Please understand that I’m not saying any of those things (except maybe the bankrupt teaching) is necessarily wrong. And I suppose you could make a case for “it’s just that you miss what you were used to.” But I submit to you that the whole point of worship is finding a place to touch God. And there is a significant element of custom and tradition in that concept. C.S. Lewis said, in his Letters to Malcolm,

I think our business as laymen is to take what we are given and make the best of it. And I think we should find this a great deal easier if what we were given was always and everywhere the same.

To judge from their practice, very few … clergymen take this view. It looks as if they believed people can be lured to go to church by incessant brightenings, lightenings, lengthenings, abridgements, simplifications, and complications of the service. And it is probably true that a new, keen vicar will usually be able to form within his parish a minority who are in favour of his innovations. The majority, I believe, never are. Those who remain — many give up churchgoing altogether — merely endure.

…. They have a good reason for their conservatism. Novelty, simply as such, can have only an entertainment value. And they don’t go to church to be entertained. They go to use the service, … to enact it. Every service is a structure of acts and words through which we receive a sacrament, or repent, or supplicate, or adore. And it enables us to do these things best … when, through long familiarity, we don’t have to think about it. As long as you notice, and have to count, the steps, you are not yet dancing but only learning to dance. … The perfect church service would be one we were almost unaware of; our attention would have been on God.

But every novelty prevents this. It fixes our attention on the service itself; and thinking about worship is a different thing from worshiping. …

A still worse thing may happen. Novelty may fix our attention not even on the service but on the celebrant. … Try as one may to exclude it, the question “What on earth is he up to now?” will intrude. It lays one’s devotion waste….

I’ve quoted this passage before, and my thoughts still hold true. If the channel markers in my river of worship are constantly being moved about, my frail little boat is going to run aground. And that just defeats the whole purpose of going to church.

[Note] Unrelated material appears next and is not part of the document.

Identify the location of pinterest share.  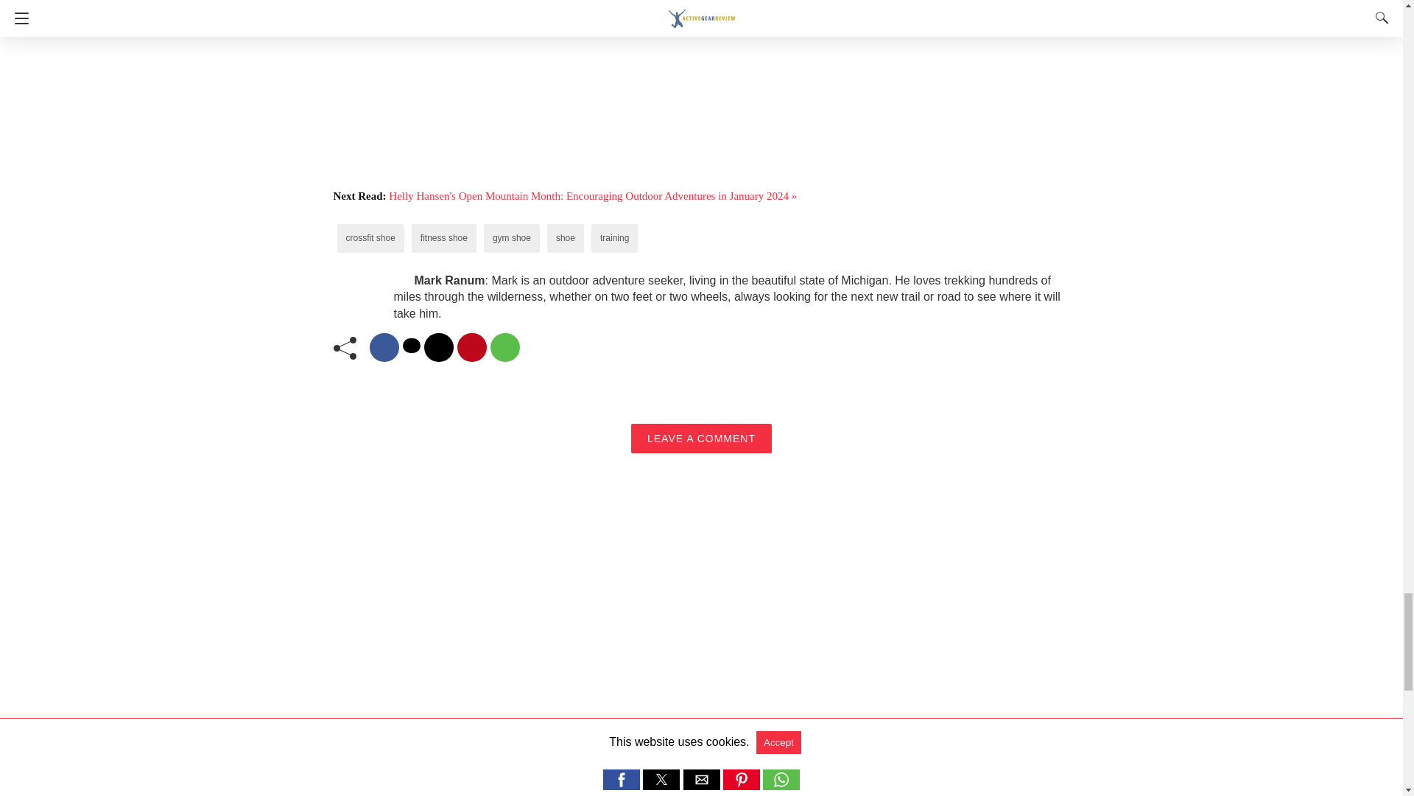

I’m looking, now, for a new church. It doesn’t have to be perfect, but I need to feel refreshed and renewed in spirit when I leave. I need to be able to love the people and feel that they are truly seeking God, not playing a numbers game or compromising truth while trying to be all things to all people. Most of all, I need a sacred rhythm. A predictable, comfortable order of worship that allows me to focus on God instead of being distracted by the next innovative thing.